## Data provided:

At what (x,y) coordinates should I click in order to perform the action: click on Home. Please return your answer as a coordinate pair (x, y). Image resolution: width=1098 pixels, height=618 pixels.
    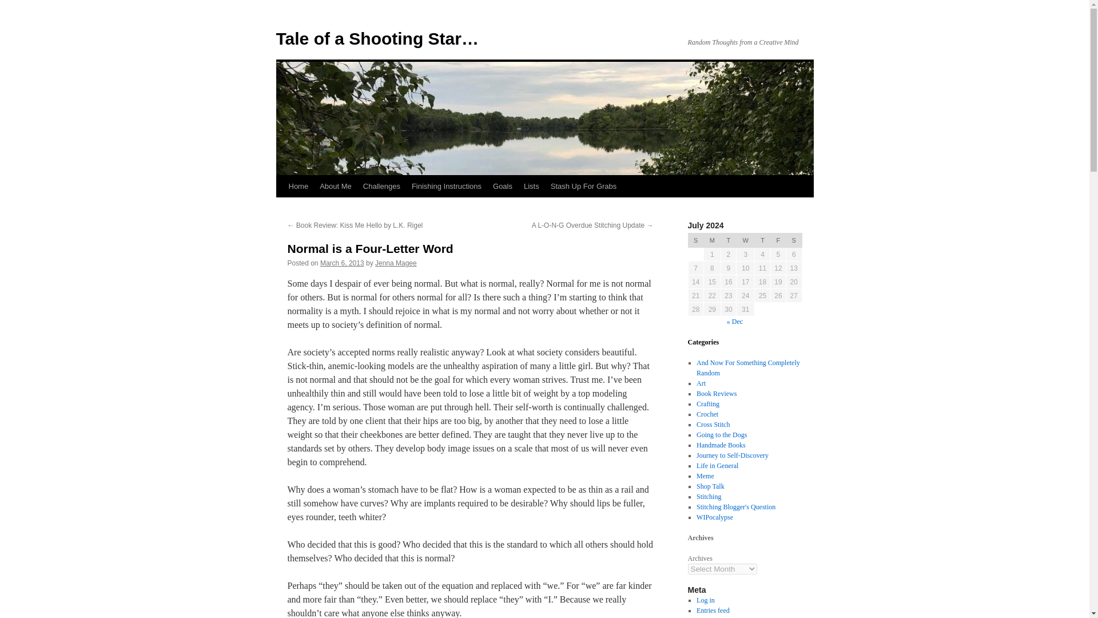
    Looking at the image, I should click on (298, 186).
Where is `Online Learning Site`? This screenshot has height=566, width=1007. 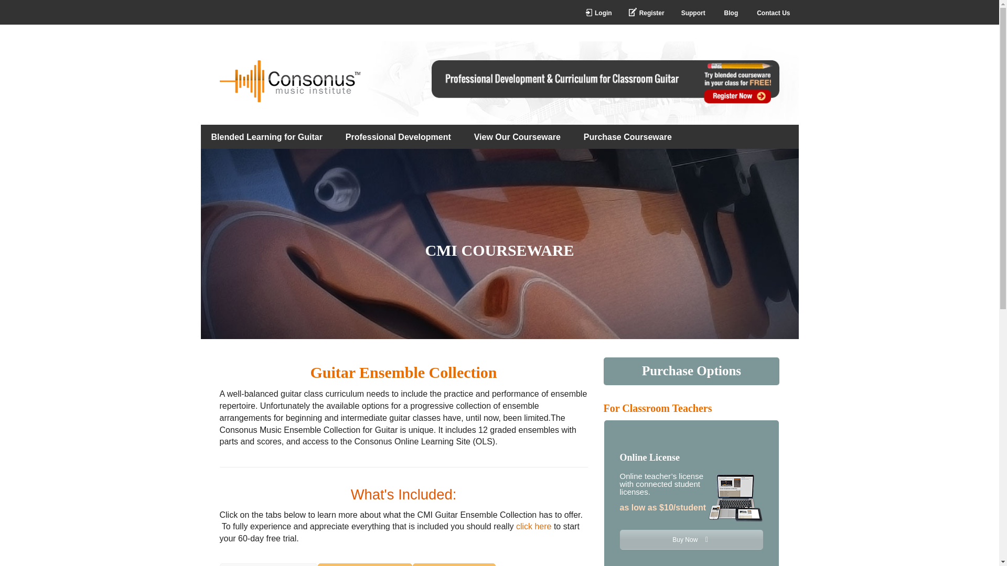
Online Learning Site is located at coordinates (268, 565).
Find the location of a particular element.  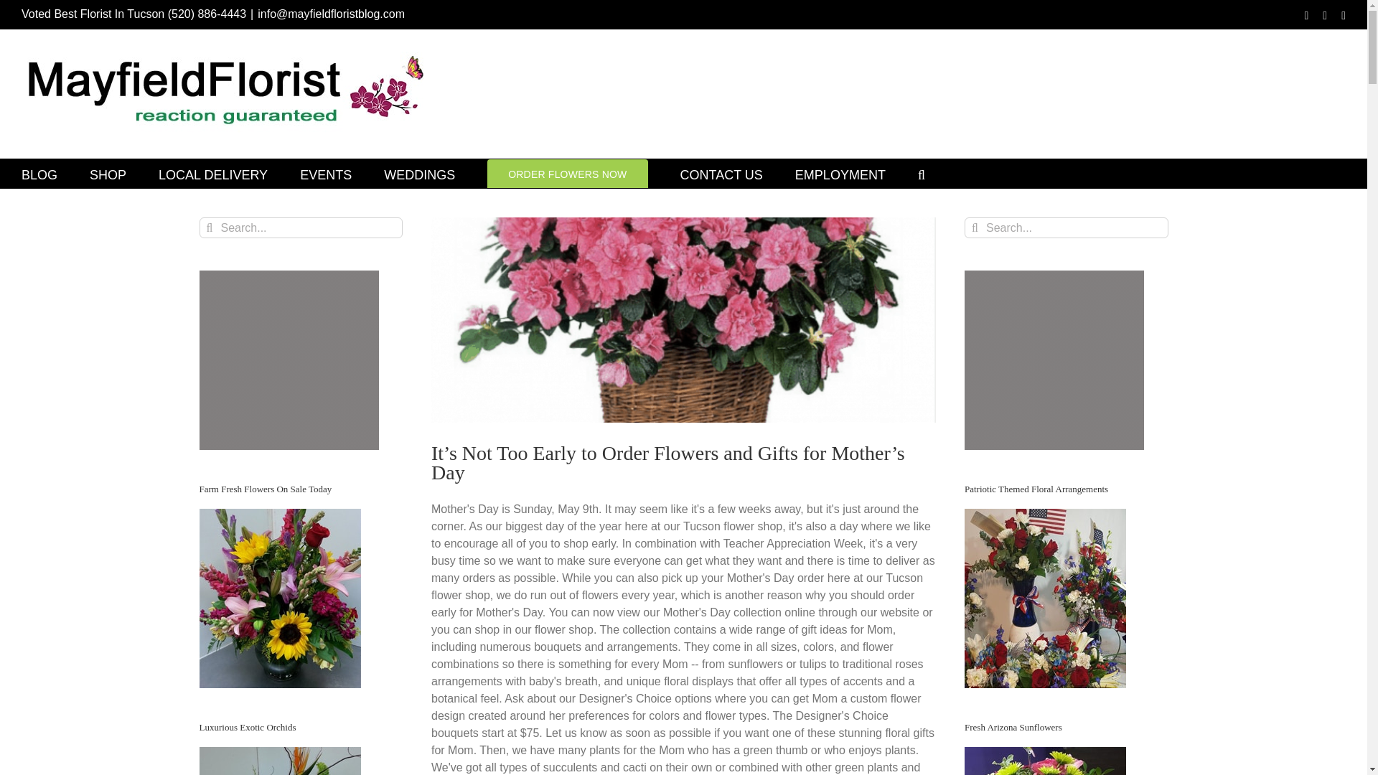

WEDDINGS is located at coordinates (419, 174).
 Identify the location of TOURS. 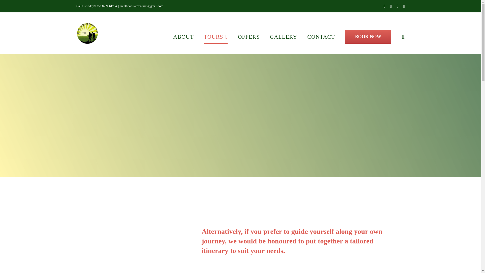
(216, 36).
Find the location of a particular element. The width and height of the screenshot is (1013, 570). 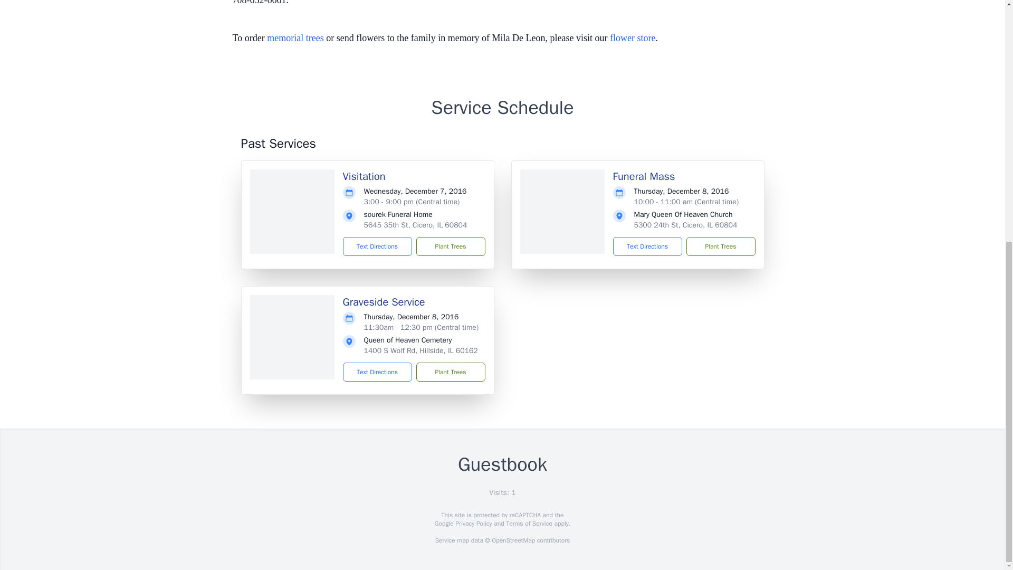

5645 35th St, Cicero, IL 60804 is located at coordinates (415, 225).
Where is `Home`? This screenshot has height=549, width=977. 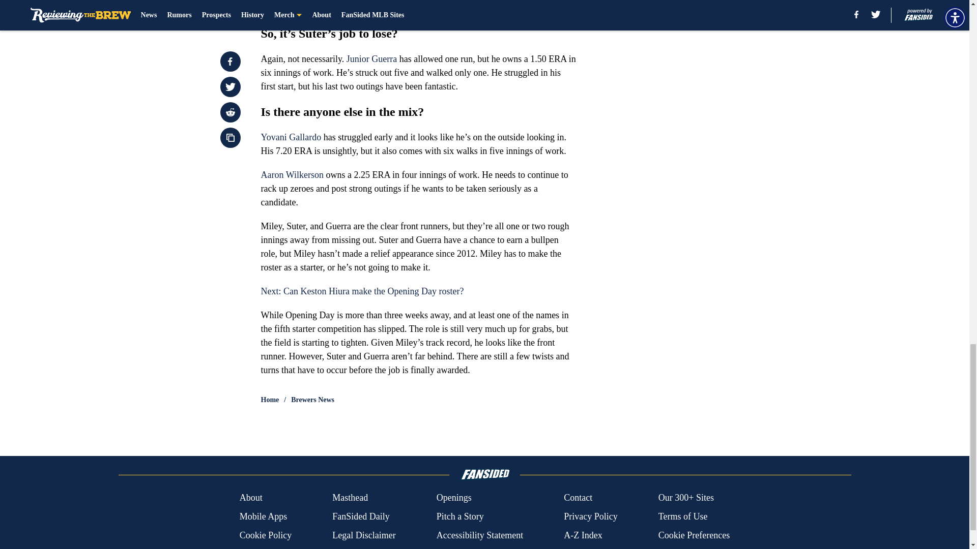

## Requirement:
Each record must be repeated exactly, and no picture may be carried over.

## Your response:
At what (x,y) coordinates should I click in order to perform the action: click on Home. Please return your answer as a coordinate pair (x, y). Image resolution: width=1098 pixels, height=618 pixels.
    Looking at the image, I should click on (298, 186).
Where is `Online Learning Site`? This screenshot has height=566, width=1007. 
Online Learning Site is located at coordinates (268, 565).
Find the location of a particular element.  

WEDDINGS is located at coordinates (419, 174).
 Identify the location of TOURS. 
(216, 36).
Find the location of a particular element. The width and height of the screenshot is (1013, 570). 

5645 35th St, Cicero, IL 60804 is located at coordinates (415, 225).
Where is `Home`? This screenshot has height=549, width=977. 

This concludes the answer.